You might also consider enrolling Junior in an interview prep course at this point. We didn’t do so with Daughter Tall, but in retrospect, I’m even more appalled to admit that, again, it might really have done some good. More on this later, too.

May-November (E-Day minus 16-10 months): These months are a grind devoted to downloading/sending for/picking-up-in-person application forms for DSS and private schools, submitting them by the stipulated deadlines, and then escorting your darling to interviews. Oh, and to watching the mailbox.

Most DSS and private schools will have informational sessions for parents in conjunction with their interviews. It's of course a good idea to attend these if you can, as you're going to get a better feel for the school simply by being there. Government-funded schools may also hold open days or information sessions during this period as well.

Our earliest interview was in late June; the last one we attended was in October, but many schools’ are later. The schools also varied greatly in sending out their results. Some did so within a couple of weeks of the interview, others took months. One -- ironically, the one that granted Daughter Tall her very first interview way back in June -- we’re still waiting to hear from, and I guess now probably never will . . . .

At this point it – if you haven’t already done so – it would really help to put together a calendar or spreadsheet or table or something that sets out clearly what schools you have in mind, their distinguishing characteristics, the elements needed for their applications, and the details and deadlines of their application processes. That way you won’t miss the application deadlines as come up. It’s also helpful just to keep from getting confused about which school is which. This never seemed to be a problem for Mrs Tall – who as a native Hong Konger already had a mental image of most of the schools we applied to – but for me getting thoroughly mixed up was par for the course. I had especially perplexing problems remember schools whose names are transliterations from Chinese, and found it incredibly hard to remember which schools were DSS, which were private, and so on. I also could not be trusted to remember deadlines for submitting application forms.

The key is, I had the preternaturally-organized Mrs Tall to rely on; you do not.
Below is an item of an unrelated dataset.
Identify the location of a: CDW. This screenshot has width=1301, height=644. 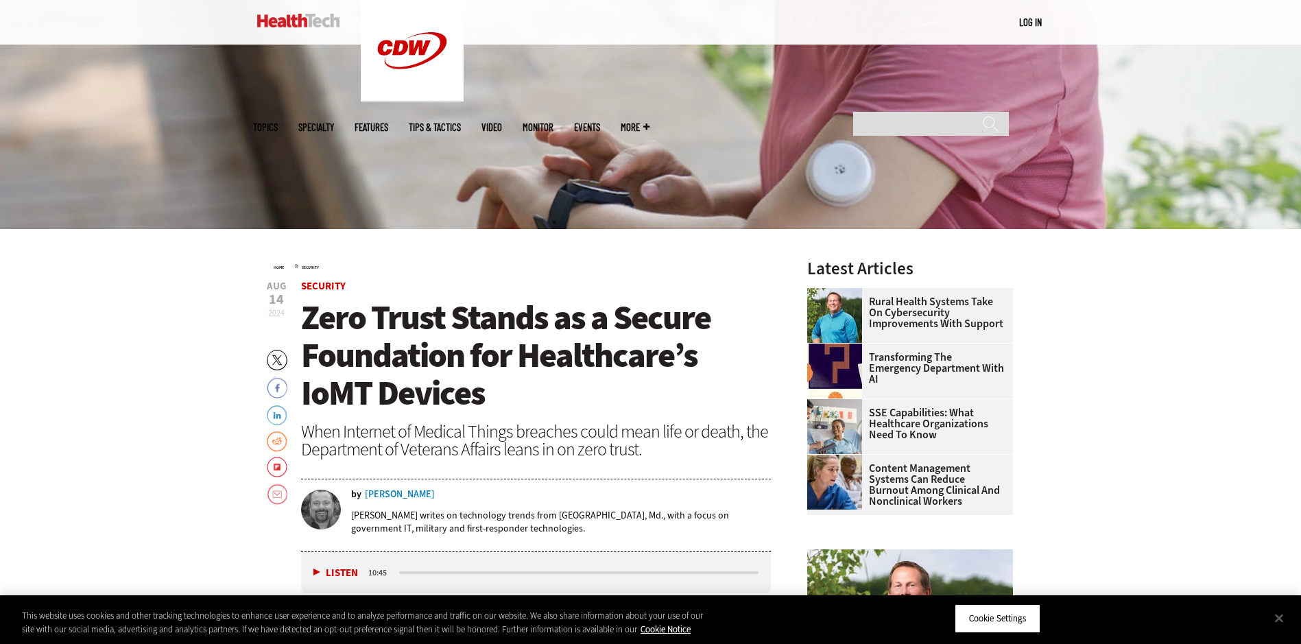
(412, 97).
Make up that table, put the dates in your PDA, write them on your toenails, whatever – just don’t count on yourself to remember all of them in time.

Mid-September-early October (roughly E-Day minus 11 months): time to fill in the Discretionary Place Admission scheme form (these are usually distributed to kids at their kindergartens) and submit it. Note that you can choose only one school to apply to for a discretionary place, and that you’ll need to submit the application form directly to that school, in person, at a designated time.
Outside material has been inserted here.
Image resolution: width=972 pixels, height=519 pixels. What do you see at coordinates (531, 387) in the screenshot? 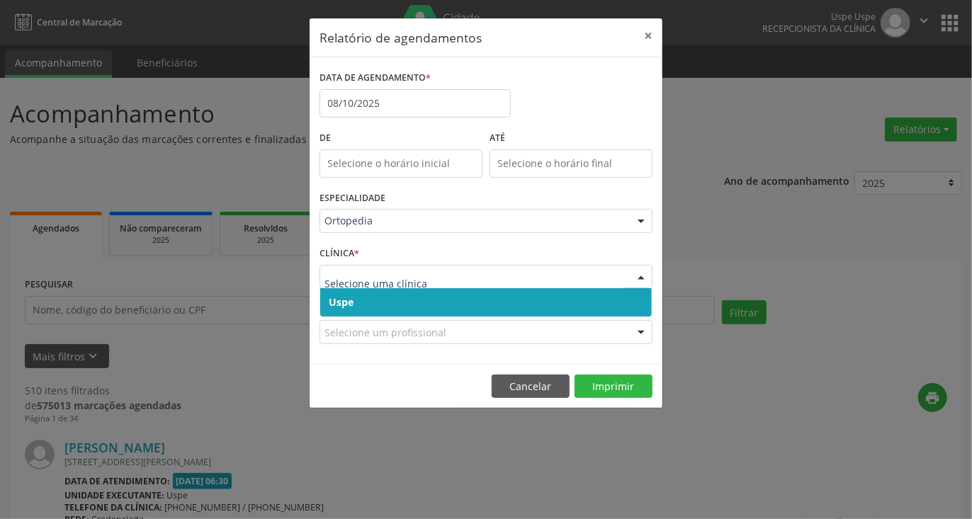
I see `button: Cancelar` at bounding box center [531, 387].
Late November (E-Day minus 9.5 months): the Government releases Discretionary Admission scheme results, to joy for some, and rending of garments and gnashing of teeth for many others. If your kid gets a place, and you decide to take it, you'll need to register within just a couple of days of getting the good news.

Late January (E-Day minus 7.5 months): Parents whose kids haven't got a DSS or Discretionary Place go to an allocation centre to submit a list of schools for the Central Allocation scheme.

Early June (E-Day minus 3 months): Central Allocation scheme results released.

Throughout June (E-Day minus 2-3 months): The Great Shakeup commences, as people holding onto multiple places for their kids are forced to finally make up their minds, and open places appear all over the spectrum for people willing to hunt them down.

Okay! That's already a lot to get done – and we haven't even talked yet about the most important issue: why choose one school over others? So in the next installment, I'll run down a checklist of factors to consider when looking at individual schools.